President Muhammadu Buhari declares that the pipeline would provide gas for the generation of power and for gas-based industries to facilitate the development of new industries. The president promises that AKK would “ensure the revival of moribund industries along transit towns in Kogi, Abuja, Niger, Kaduna and Kano states”.

For one, the power plant Mr. Buhari refers to, is still on the drawing board.  It was only last February that NNPC received a USAID grant for its feasibility studies.

For another, moribund industries along the AKK corridor notwithstanding, the anticipated industrialization will take time to fledge, but the loan repayment will start being called before any sizeable industrial project takes hold.

Supporters of the AKK project stretch the argument when they compare this project with the ELPS, which some recall, in the original plan, was proposed to be a 12 inch pipeline. “NNPC in its wisdom decided to build a 36” pipeline”, these supporters contend. “As of ten years ago, that capacity, 1Billion standard cubic feet per day (1Bscf/d), was already filled up because gas is about availability”, they enthuse. “Today, we are building a loop around ELPS to double the capacity”, they cheer.

These “facts” have hidden one uncomfortable truth: the ELPS never achieves 100% uptime, so the 1Bscf/d, under NNPC management, has been a façade.

35 years ago, as a young energy reporter for The Guardian of Lagos, I was at the commissioning of the 1,300MW Egbin Power Station in Ikorodu, in the north of Lagos. Tam David West, who was then the Nigerian Minister of Power, said that the nation was anticipating the construction of the ELPS to deliver the gas that would replace the High Pour Fuel Oil, that was being used to fire the turbines at Egbin at the time.

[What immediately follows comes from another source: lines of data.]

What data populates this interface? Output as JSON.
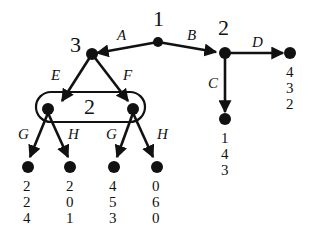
{
  "diagram": {
    "type": "extensive-form game tree",
    "root": {
      "player": "1"
    },
    "player_labels": {
      "root": "1",
      "left": "3",
      "right": "2",
      "info_set": "2"
    },
    "actions": {
      "A": "A",
      "B": "B",
      "C": "C",
      "D": "D",
      "E": "E",
      "F": "F",
      "G1": "G",
      "H1": "H",
      "G2": "G",
      "H2": "H"
    },
    "payoffs": {
      "D": [
        "4",
        "3",
        "2"
      ],
      "C": [
        "1",
        "4",
        "3"
      ],
      "EG": [
        "2",
        "2",
        "4"
      ],
      "EH": [
        "2",
        "0",
        "1"
      ],
      "FG": [
        "4",
        "5",
        "3"
      ],
      "FH": [
        "0",
        "6",
        "0"
      ]
    }
  }
}
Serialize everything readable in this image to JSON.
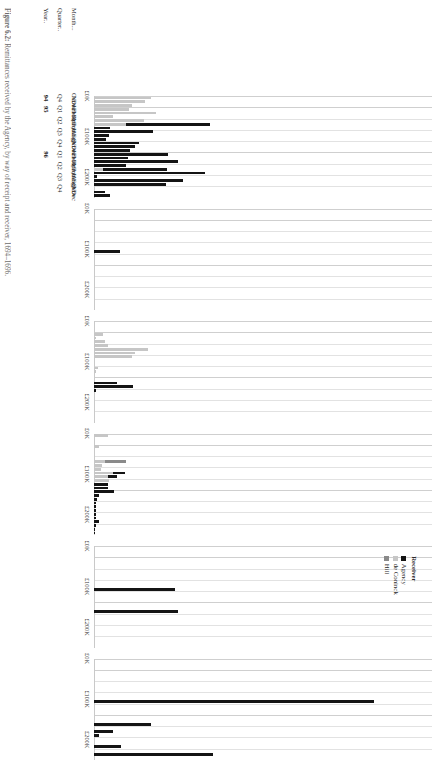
{
  "figure": {
    "caption_number": "Figure 6.2:",
    "caption_text": "Remittances received by the Agency, by way of receipt and receiver, 1694–1696."
  },
  "strip": {
    "supertitle": "Received By Way Of",
    "panels": [
      "bills remitted",
      "bullion",
      "Meulenaer",
      "other",
      "Schuylenburg",
      "States General"
    ]
  },
  "legend": {
    "title": "Receiver",
    "items": [
      {
        "label": "Agency",
        "color": "#141414"
      },
      {
        "label": "de Coninck",
        "color": "#c6c6c6"
      },
      {
        "label": "Hill",
        "color": "#8a8a8a"
      }
    ]
  },
  "axes": {
    "value_ticks": [
      "£0K",
      "£100K",
      "£200K"
    ],
    "value_max": 250000,
    "row_headers": {
      "year": "Year..",
      "quarter": "Quarter..",
      "month": "Month..."
    }
  },
  "chart_data": {
    "type": "bar",
    "title": "Remittances received by the Agency, by way of receipt and receiver",
    "xlabel": "Year / Quarter / Month",
    "ylabel": "£",
    "ylim": [
      0,
      250000
    ],
    "grid": false,
    "legend_position": "inside-top-left",
    "orientation": "vertical-bars-in-rotated-plate",
    "facet_label": "Received By Way Of",
    "facets": [
      "bills remitted",
      "bullion",
      "Meulenaer",
      "other",
      "Schuylenburg",
      "States General"
    ],
    "series": [
      {
        "name": "Agency",
        "color": "#141414"
      },
      {
        "name": "de Coninck",
        "color": "#c6c6c6"
      },
      {
        "name": "Hill",
        "color": "#8a8a8a"
      }
    ],
    "categories": [
      {
        "year": "94",
        "quarter": "Q4",
        "month": "Oct"
      },
      {
        "year": "",
        "quarter": "",
        "month": "Nov"
      },
      {
        "year": "",
        "quarter": "",
        "month": "Dec"
      },
      {
        "year": "95",
        "quarter": "Q1",
        "month": "Jan"
      },
      {
        "year": "",
        "quarter": "",
        "month": "Feb"
      },
      {
        "year": "",
        "quarter": "",
        "month": "Mar"
      },
      {
        "year": "",
        "quarter": "Q2",
        "month": "Apr"
      },
      {
        "year": "",
        "quarter": "",
        "month": "May"
      },
      {
        "year": "",
        "quarter": "",
        "month": "Jun"
      },
      {
        "year": "",
        "quarter": "Q3",
        "month": "Jul"
      },
      {
        "year": "",
        "quarter": "",
        "month": "Aug"
      },
      {
        "year": "",
        "quarter": "",
        "month": "Sep"
      },
      {
        "year": "",
        "quarter": "Q4",
        "month": "Oct"
      },
      {
        "year": "",
        "quarter": "",
        "month": "Nov"
      },
      {
        "year": "",
        "quarter": "",
        "month": "Dec"
      },
      {
        "year": "96",
        "quarter": "Q1",
        "month": "Jan"
      },
      {
        "year": "",
        "quarter": "",
        "month": "Feb"
      },
      {
        "year": "",
        "quarter": "",
        "month": "Mar"
      },
      {
        "year": "",
        "quarter": "Q2",
        "month": "Apr"
      },
      {
        "year": "",
        "quarter": "",
        "month": "May"
      },
      {
        "year": "",
        "quarter": "",
        "month": "Jun"
      },
      {
        "year": "",
        "quarter": "Q3",
        "month": "Jul"
      },
      {
        "year": "",
        "quarter": "",
        "month": "Aug"
      },
      {
        "year": "",
        "quarter": "",
        "month": "Sep"
      },
      {
        "year": "",
        "quarter": "Q4",
        "month": "Oct"
      },
      {
        "year": "",
        "quarter": "",
        "month": "Nov"
      },
      {
        "year": "",
        "quarter": "",
        "month": "Dec"
      }
    ],
    "panel_values": {
      "bills remitted": {
        "Agency": [
          0,
          0,
          0,
          0,
          0,
          0,
          0,
          62000,
          12000,
          44000,
          11000,
          9000,
          33000,
          30000,
          27000,
          55000,
          25000,
          62000,
          24000,
          47000,
          82000,
          2000,
          66000,
          53000,
          0,
          8000,
          12000
        ],
        "de Coninck": [
          42000,
          38000,
          28000,
          26000,
          46000,
          14000,
          37000,
          24000,
          0,
          0,
          0,
          0,
          0,
          0,
          0,
          0,
          0,
          0,
          0,
          7000,
          0,
          0,
          0,
          0,
          0,
          0,
          0
        ],
        "Hill": [
          0,
          0,
          0,
          0,
          0,
          0,
          0,
          0,
          0,
          0,
          0,
          0,
          0,
          0,
          0,
          0,
          0,
          0,
          0,
          0,
          0,
          0,
          0,
          0,
          0,
          0,
          0
        ]
      },
      "bullion": {
        "Agency": [
          0,
          0,
          0,
          0,
          0,
          0,
          0,
          0,
          0,
          0,
          0,
          19000,
          0,
          0,
          0,
          0,
          0,
          0,
          0,
          0,
          0,
          0,
          0,
          0,
          0,
          0,
          0
        ],
        "de Coninck": [
          0,
          0,
          0,
          0,
          0,
          0,
          0,
          0,
          0,
          0,
          0,
          0,
          0,
          0,
          0,
          0,
          0,
          0,
          0,
          0,
          0,
          0,
          0,
          0,
          0,
          0,
          0
        ],
        "Hill": [
          0,
          0,
          0,
          0,
          0,
          0,
          0,
          0,
          0,
          0,
          0,
          0,
          0,
          0,
          0,
          0,
          0,
          0,
          0,
          0,
          0,
          0,
          0,
          0,
          0,
          0,
          0
        ]
      },
      "Meulenaer": {
        "Agency": [
          0,
          0,
          0,
          0,
          0,
          0,
          0,
          0,
          0,
          0,
          0,
          0,
          0,
          0,
          0,
          0,
          17000,
          29000,
          1500,
          0,
          0,
          0,
          0,
          0,
          0,
          0,
          0
        ],
        "de Coninck": [
          0,
          0,
          0,
          7000,
          1500,
          8000,
          10000,
          40000,
          30000,
          28000,
          0,
          0,
          3000,
          1500,
          0,
          0,
          0,
          0,
          0,
          0,
          0,
          0,
          0,
          0,
          0,
          0,
          0
        ],
        "Hill": [
          0,
          0,
          0,
          0,
          0,
          0,
          0,
          0,
          0,
          0,
          0,
          0,
          0,
          0,
          0,
          0,
          0,
          0,
          0,
          0,
          0,
          0,
          0,
          0,
          0,
          0,
          0
        ]
      },
      "other": {
        "Agency": [
          0,
          0,
          0,
          0,
          0,
          0,
          0,
          0,
          0,
          0,
          9000,
          7000,
          0,
          10000,
          10000,
          15000,
          4000,
          2500,
          1500,
          1500,
          1500,
          1500,
          1500,
          3500,
          1500,
          1000,
          500
        ],
        "de Coninck": [
          10000,
          0,
          0,
          4000,
          0,
          0,
          0,
          8000,
          6000,
          5000,
          14000,
          10000,
          11000,
          0,
          0,
          0,
          0,
          0,
          0,
          0,
          0,
          0,
          0,
          0,
          0,
          0,
          0
        ],
        "Hill": [
          0,
          0,
          0,
          0,
          0,
          0,
          0,
          16000,
          0,
          0,
          0,
          0,
          0,
          0,
          0,
          0,
          0,
          0,
          0,
          0,
          0,
          0,
          0,
          0,
          0,
          0,
          0
        ]
      },
      "Schuylenburg": {
        "Agency": [
          0,
          0,
          0,
          0,
          0,
          0,
          0,
          0,
          0,
          0,
          0,
          60000,
          0,
          0,
          0,
          0,
          0,
          62000,
          0,
          0,
          0,
          0,
          0,
          0,
          0,
          0,
          0
        ],
        "de Coninck": [
          0,
          0,
          0,
          0,
          0,
          0,
          0,
          0,
          0,
          0,
          0,
          0,
          0,
          0,
          0,
          0,
          0,
          0,
          0,
          0,
          0,
          0,
          0,
          0,
          0,
          0,
          0
        ],
        "Hill": [
          0,
          0,
          0,
          0,
          0,
          0,
          0,
          0,
          0,
          0,
          0,
          0,
          0,
          0,
          0,
          0,
          0,
          0,
          0,
          0,
          0,
          0,
          0,
          0,
          0,
          0,
          0
        ]
      },
      "States General": {
        "Agency": [
          0,
          0,
          0,
          0,
          0,
          0,
          0,
          0,
          0,
          0,
          0,
          207000,
          0,
          0,
          0,
          0,
          0,
          42000,
          0,
          14000,
          4000,
          0,
          0,
          20000,
          0,
          88000,
          0
        ],
        "de Coninck": [
          0,
          0,
          0,
          0,
          0,
          0,
          0,
          0,
          0,
          0,
          0,
          0,
          0,
          0,
          0,
          0,
          0,
          0,
          0,
          0,
          0,
          0,
          0,
          0,
          0,
          0,
          0
        ],
        "Hill": [
          0,
          0,
          0,
          0,
          0,
          0,
          0,
          0,
          0,
          0,
          0,
          0,
          0,
          0,
          0,
          0,
          0,
          0,
          0,
          0,
          0,
          0,
          0,
          0,
          0,
          0,
          0
        ]
      }
    }
  }
}
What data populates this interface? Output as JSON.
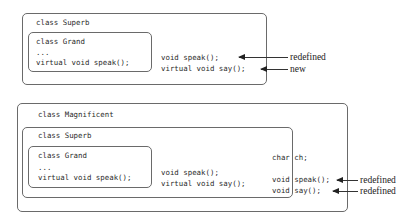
{
  "diagram1": {
    "superb": {
      "title": "class Superb",
      "grand": {
        "title": "class Grand",
        "ellipsis": "...",
        "method": "virtual void speak();"
      },
      "methods": [
        "void speak();",
        "virtual void say();"
      ]
    },
    "annotations": [
      "redefined",
      "new"
    ]
  },
  "diagram2": {
    "magnificent": {
      "title": "class Magnificent",
      "superb": {
        "title": "class Superb",
        "grand": {
          "title": "class Grand",
          "ellipsis": "...",
          "method": "virtual void speak();"
        },
        "methods": [
          "void speak();",
          "virtual void say();"
        ]
      },
      "member": "char ch;",
      "methods": [
        "void speak();",
        "void say();"
      ]
    },
    "annotations": [
      "redefined",
      "redefined"
    ]
  }
}
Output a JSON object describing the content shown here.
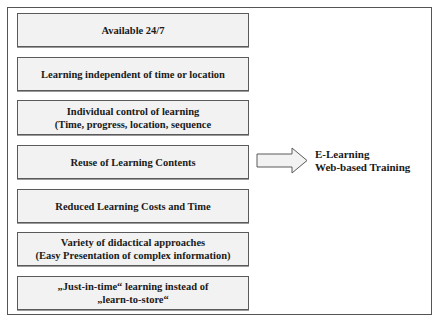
{
  "diagram": {
    "benefits": [
      {
        "lines": [
          "Available 24/7"
        ]
      },
      {
        "lines": [
          "Learning independent of time or location"
        ]
      },
      {
        "lines": [
          "Individual control of learning",
          "(Time, progress, location, sequence"
        ]
      },
      {
        "lines": [
          "Reuse of Learning Contents"
        ]
      },
      {
        "lines": [
          "Reduced Learning Costs and Time"
        ]
      },
      {
        "lines": [
          "Variety of didactical approaches",
          "(Easy Presentation of complex information)"
        ]
      },
      {
        "lines": [
          "„Just-in-time“ learning instead of",
          "„learn-to-store“"
        ]
      }
    ],
    "arrow": {
      "icon": "right-block-arrow-icon",
      "fill": "#f2f2f2",
      "stroke": "#5a5a5a"
    },
    "result": {
      "lines": [
        "E-Learning",
        "Web-based Training"
      ]
    },
    "colors": {
      "box_fill": "#f2f2f2",
      "box_border": "#5a5a5a",
      "frame_border": "#555555",
      "text": "#1a1a1a"
    }
  }
}
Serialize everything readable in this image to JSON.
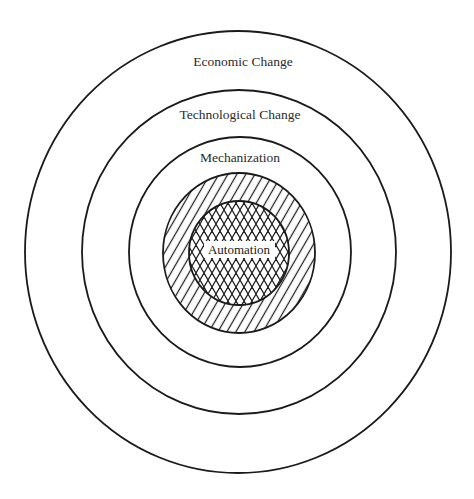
{
  "diagram": {
    "type": "nested-concentric-circles",
    "colors": {
      "stroke": "#1a1a1a",
      "text": "#2a2a2a",
      "background": "#ffffff"
    },
    "rings": [
      {
        "id": "economic",
        "label": "Economic Change",
        "fill": "none"
      },
      {
        "id": "technological",
        "label": "Technological Change",
        "fill": "none"
      },
      {
        "id": "mechanization",
        "label": "Mechanization",
        "fill": "none"
      },
      {
        "id": "hatched-band",
        "label": "",
        "fill": "diagonal-hatch"
      },
      {
        "id": "automation",
        "label": "Automation",
        "fill": "cross-hatch"
      }
    ]
  }
}
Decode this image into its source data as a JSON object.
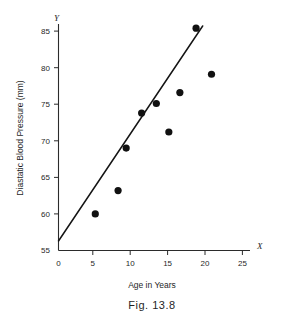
{
  "figure": {
    "caption": "Fig. 13.8",
    "x_axis_letter": "X",
    "y_axis_letter": "Y"
  },
  "chart_data": {
    "type": "scatter",
    "title": "",
    "xlabel": "Age in Years",
    "ylabel": "Diastatic Blood Pressure (mm)",
    "xlim": [
      0,
      26.5
    ],
    "ylim": [
      55,
      86.5
    ],
    "xticks": [
      0,
      5,
      10,
      15,
      20,
      25
    ],
    "xtick_labels": [
      "0",
      "5",
      "10",
      "15",
      "20",
      "25"
    ],
    "yticks": [
      55,
      60,
      65,
      70,
      75,
      80,
      85
    ],
    "ytick_labels": [
      "55",
      "60",
      "65",
      "70",
      "75",
      "80",
      "85"
    ],
    "grid": false,
    "legend": null,
    "point_color": "#111111",
    "line_color": "#151515",
    "axis_color": "#2b2b2b",
    "points": [
      {
        "x": 5.0,
        "y": 60.0
      },
      {
        "x": 8.1,
        "y": 63.2
      },
      {
        "x": 9.2,
        "y": 69.0
      },
      {
        "x": 11.3,
        "y": 73.8
      },
      {
        "x": 13.3,
        "y": 75.1
      },
      {
        "x": 15.0,
        "y": 71.2
      },
      {
        "x": 16.5,
        "y": 76.6
      },
      {
        "x": 18.7,
        "y": 85.4
      },
      {
        "x": 20.8,
        "y": 79.1
      }
    ],
    "fit_line": {
      "x_start": 0.0,
      "y_start": 56.3,
      "x_end": 19.6,
      "y_end": 85.7
    }
  }
}
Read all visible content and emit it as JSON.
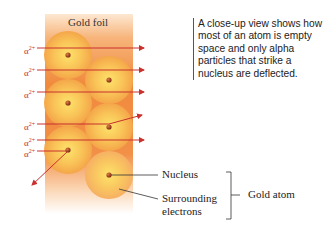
{
  "diagram": {
    "foil_label": "Gold foil",
    "caption": "A close-up view shows how most of an atom is empty space and only alpha particles that strike a nucleus are deflected.",
    "particle_symbol": "α",
    "particle_charge": "2+",
    "labels": {
      "nucleus": "Nucleus",
      "electrons_line1": "Surrounding",
      "electrons_line2": "electrons",
      "atom": "Gold atom"
    },
    "colors": {
      "foil": "#f2883a",
      "atom_center": "#fbd65a",
      "atom_edge": "#f4a545",
      "nucleus": "#9b3d1a",
      "arrow": "#c8312e"
    },
    "alpha_rows": [
      {
        "y": 48,
        "path": "straight"
      },
      {
        "y": 70,
        "path": "straight"
      },
      {
        "y": 92,
        "path": "straight"
      },
      {
        "y": 124,
        "path": "deflected-up"
      },
      {
        "y": 140,
        "path": "straight"
      },
      {
        "y": 150,
        "path": "deflected-down"
      }
    ]
  }
}
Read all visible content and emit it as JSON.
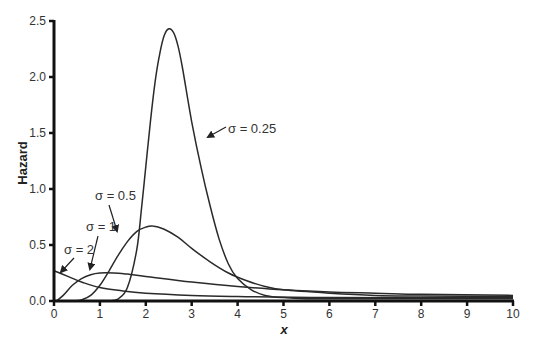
{
  "chart_data": {
    "type": "line",
    "title": "",
    "xlabel": "x",
    "ylabel": "Hazard",
    "xlim": [
      0,
      10
    ],
    "ylim": [
      0,
      2.5
    ],
    "grid": false,
    "legend": "none (inline annotations with arrows)",
    "x_ticks": [
      "0",
      "1",
      "2",
      "3",
      "4",
      "5",
      "6",
      "7",
      "8",
      "9",
      "10"
    ],
    "y_ticks": [
      "0.0",
      "0.5",
      "1.0",
      "1.5",
      "2.0",
      "2.5"
    ],
    "series": [
      {
        "name": "σ = 0.25",
        "points": [
          [
            1.2,
            0
          ],
          [
            1.4,
            0.02
          ],
          [
            1.6,
            0.12
          ],
          [
            1.8,
            0.45
          ],
          [
            1.9,
            0.8
          ],
          [
            2.0,
            1.2
          ],
          [
            2.1,
            1.6
          ],
          [
            2.2,
            1.95
          ],
          [
            2.3,
            2.2
          ],
          [
            2.4,
            2.37
          ],
          [
            2.5,
            2.43
          ],
          [
            2.6,
            2.4
          ],
          [
            2.7,
            2.28
          ],
          [
            2.8,
            2.08
          ],
          [
            3.0,
            1.6
          ],
          [
            3.2,
            1.2
          ],
          [
            3.4,
            0.85
          ],
          [
            3.6,
            0.55
          ],
          [
            3.8,
            0.33
          ],
          [
            4.0,
            0.2
          ],
          [
            4.3,
            0.1
          ],
          [
            4.6,
            0.05
          ],
          [
            5.0,
            0.03
          ],
          [
            5.5,
            0.02
          ],
          [
            6,
            0.02
          ],
          [
            10,
            0.02
          ]
        ]
      },
      {
        "name": "σ = 0.5",
        "points": [
          [
            0.45,
            0
          ],
          [
            0.6,
            0.01
          ],
          [
            0.8,
            0.05
          ],
          [
            1.0,
            0.14
          ],
          [
            1.2,
            0.27
          ],
          [
            1.4,
            0.41
          ],
          [
            1.6,
            0.53
          ],
          [
            1.8,
            0.62
          ],
          [
            2.0,
            0.66
          ],
          [
            2.15,
            0.67
          ],
          [
            2.4,
            0.64
          ],
          [
            2.7,
            0.57
          ],
          [
            3.0,
            0.47
          ],
          [
            3.4,
            0.35
          ],
          [
            3.8,
            0.25
          ],
          [
            4.2,
            0.18
          ],
          [
            4.6,
            0.13
          ],
          [
            5,
            0.1
          ],
          [
            6,
            0.07
          ],
          [
            7,
            0.05
          ],
          [
            8,
            0.045
          ],
          [
            10,
            0.04
          ]
        ]
      },
      {
        "name": "σ = 1",
        "points": [
          [
            0.05,
            0
          ],
          [
            0.2,
            0.05
          ],
          [
            0.4,
            0.14
          ],
          [
            0.6,
            0.2
          ],
          [
            0.8,
            0.235
          ],
          [
            1.0,
            0.25
          ],
          [
            1.3,
            0.25
          ],
          [
            1.6,
            0.24
          ],
          [
            2,
            0.22
          ],
          [
            3,
            0.17
          ],
          [
            4,
            0.13
          ],
          [
            5,
            0.1
          ],
          [
            6,
            0.08
          ],
          [
            7,
            0.07
          ],
          [
            8,
            0.06
          ],
          [
            10,
            0.05
          ]
        ]
      },
      {
        "name": "σ = 2",
        "points": [
          [
            0,
            0.27
          ],
          [
            0.3,
            0.22
          ],
          [
            0.6,
            0.17
          ],
          [
            1,
            0.12
          ],
          [
            1.5,
            0.09
          ],
          [
            2,
            0.07
          ],
          [
            3,
            0.05
          ],
          [
            4,
            0.04
          ],
          [
            6,
            0.03
          ],
          [
            10,
            0.03
          ]
        ]
      }
    ],
    "annotations": [
      {
        "text": "σ = 0.25",
        "label_at": [
          228,
          133
        ],
        "arrow_from": [
          226,
          127
        ],
        "arrow_to": [
          208,
          137
        ]
      },
      {
        "text": "σ = 0.5",
        "label_at": [
          95,
          200
        ],
        "arrow_from": [
          109,
          205
        ],
        "arrow_to": [
          117,
          231
        ]
      },
      {
        "text": "σ = 1",
        "label_at": [
          86,
          231
        ],
        "arrow_from": [
          98,
          236
        ],
        "arrow_to": [
          90,
          269
        ]
      },
      {
        "text": "σ = 2",
        "label_at": [
          64,
          254
        ],
        "arrow_from": [
          74,
          258
        ],
        "arrow_to": [
          61,
          272
        ]
      }
    ]
  },
  "labels": {
    "ylabel": "Hazard",
    "xlabel": "x",
    "sigma_025": "σ = 0.25",
    "sigma_05": "σ = 0.5",
    "sigma_1": "σ = 1",
    "sigma_2": "σ = 2"
  }
}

When the ELPS was commissioned 14 years later, the market was ready with, apart from the largest power plant in the country, industrial enterprises along the Ikeja-Ikorodu corridor that were offtakers of natural gas.

The AKK is unlikely to be delivering, in the near future, to that sort of market, so its funding should have been differently thought through. And a key question is why NNPC is insistent on throwing itself at this project which started with the Korea National Oil Company proposing to execute-net of Nigerian national treasury-as part of their taking up two deepwater exploration acreages?.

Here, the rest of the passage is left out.